COLOMBO, DECEMBER 13: With just a week to go for the presidential elections in Sri Lanka, Velupillai Prabhakaran has stepped up his campaign to oust President Chandrika Kumaratunga from office.
The Liberation Tigers of Tamil Eelam (LTTE) said on Monday they had intensified military pressure on government troops with more attacks around Elephant Pass military complex, the southern gateway to Jaffna peninsula. The pass, a narrow causeway between the peninsula and the mainland, is crucial for the control of Jaffna, the ultimate prize in the Eelam war.
The peninsula has been under the control of the army since 1996, but the fighting near Elephant Pass has raised the possibility that the LTTE may be preparing to try and wrest it back before the election in order to complete Kumaratunga’s military humiliation.

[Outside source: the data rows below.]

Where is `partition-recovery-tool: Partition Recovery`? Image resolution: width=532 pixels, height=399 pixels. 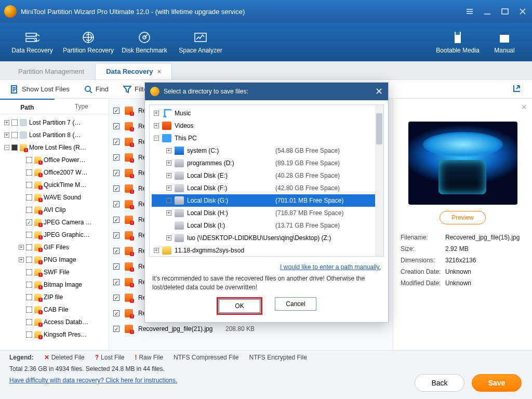
partition-recovery-tool: Partition Recovery is located at coordinates (88, 42).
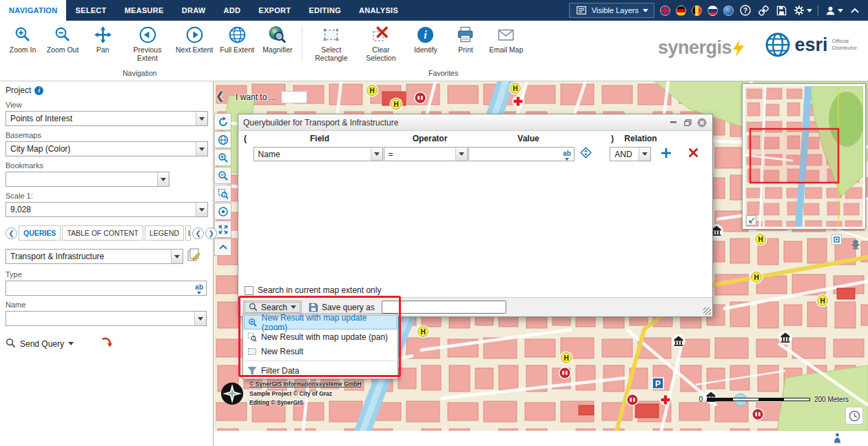 This screenshot has height=446, width=868. Describe the element at coordinates (106, 288) in the screenshot. I see `type-input: ab` at that location.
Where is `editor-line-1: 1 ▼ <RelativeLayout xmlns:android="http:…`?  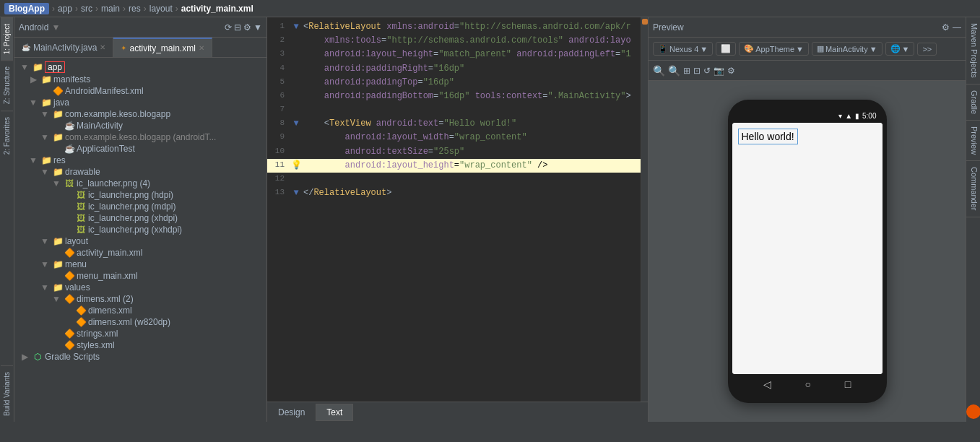
editor-line-1: 1 ▼ <RelativeLayout xmlns:android="http:… is located at coordinates (454, 27).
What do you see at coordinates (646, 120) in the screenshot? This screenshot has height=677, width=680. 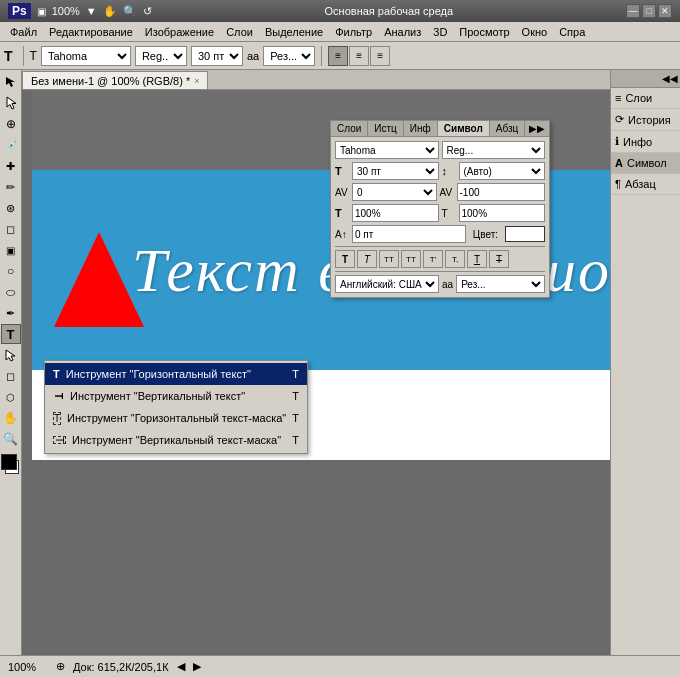 I see `panel-item-history: ⟳ История` at bounding box center [646, 120].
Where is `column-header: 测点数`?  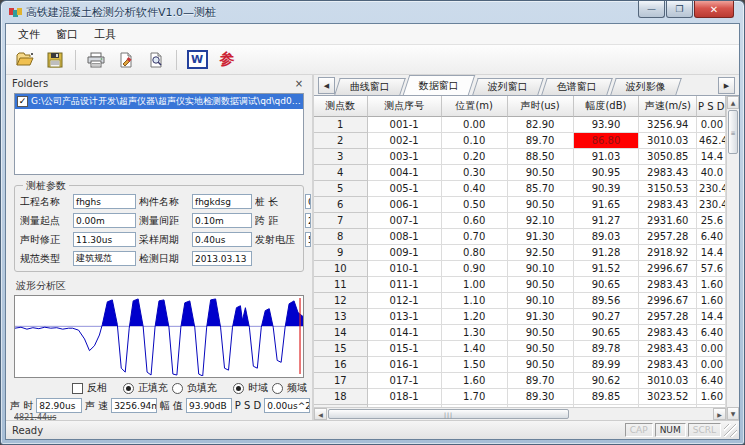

Last month, the military suffered a string of defeats at the hands of the LTTE. A statement from the London headquarters of the LTTE late Monday claimed "Elephant Pass military complex is seriously threatened" with its units "pounding" Yakachi army base on the northern side of the complex with artillery and mortar.
The statement claimed the complex had been "cut off" from land and sea supplies and "completely encircled by formidable LTTE fighting formations". Other Sri Lankan army positions on the main road leading from Elephant Pass to Jaffna town were also under attack, it claimed.
Earlier, the military said it had repulsed the concerted attack on the camp over the weekend killing over 250 Tamil Tigers. But the Jaffna army commander was quoted by the Tamil daily Uthayan on Monday saying troops had made a "tactical withdrawal" from Vettilaikerni and Kadaikadu, two strategic areas near Elephant Pass.
Independent reports said the LTTE continued to shell the Jaffna coastline on Monday. According to unofficial estimates, more than 2,500 families living in these areas are evacuating to safer places further north in the peninsula.
A defence ministry statement said one civilian was killed and eight injured on Sunday when LTTE shells hit Chavakachcheri, a crowded population centre on the Jaffna lagoon, where an army base is located.
The LTTE claimed in its statement it had destroyed the ammunition dump and artillery position at the Chavakachcheri camp killing "hundreds of soldiers", but there was no confirmation of this incident.
It accused the defence ministry of "making desperate efforts to underplay the scale and magnitude of the Tiger offensive in the Thenmarachchi region Jaffna peninsula fearing that the objective truth of the ground reality will have serious repercussions in the presidential elections."
In an earlier statement, the group said the latest attacks are part of its Operation "Unceasing Waves" that it launched last month, inflicting serious losses on the military and regaining a large amount of territory in the northern mainland.
In the bitter campaign for the December 21 presidential election, the debacle spurred opposition candidate Ranil Wickremesinghe to assert that the government of waging a pointless war.
But President Kumaratunga has accused Wickremsinghe and his United National Party (UNP) of plotting the defeat along with sections of the military and the LTTE.